My chest tightens painfully. “So he practiced.”

Henrik opens his eyes again, and there it is. The truth he’s been circling like a coward.

“He needed a living nervous system,” Henrik says. “One young enough to adapt. To survive repeated recalibration.”

I take a step back, because my legs suddenly feel like they’re made of water.

“On his son,” I finish for him.

The silence after that is deafening.

Henrik doesn’t deny it. He doesn’t rush to soften it with language or justification. He just stands there, shoulders rigid, jaw clenched, like a man who knows he’s already been sentenced.

“ásgeir never told me who the subject was,” he says, like that matters. “Not at first.
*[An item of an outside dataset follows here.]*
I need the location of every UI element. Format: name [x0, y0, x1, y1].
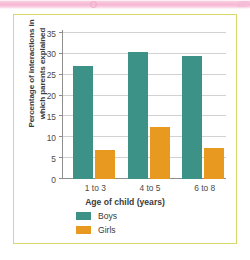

When I realized—when I suspected—it was already too late. The damage was done.”

“The damage,” I repeat, my voice lethal. “You mean Vapor.”

Henrik flinches at the name now.

“That’s why you see him as a monster,” I say, understanding blooming in my chest like something poisonous. “Because every time you look at him, you see your mistake. Your own fucking failure. Your unbalanced serum walking around with a gun.”

“That is not—”

“You made him,” I cut in. “Not with intent. Not directly. But he is the way he is because of you, because of what you created.”

Halldórsson shifts again, uneasy now. He doesn’t interrupt. He can’t. This isn’t an interrogation anymore. This is a reckoning.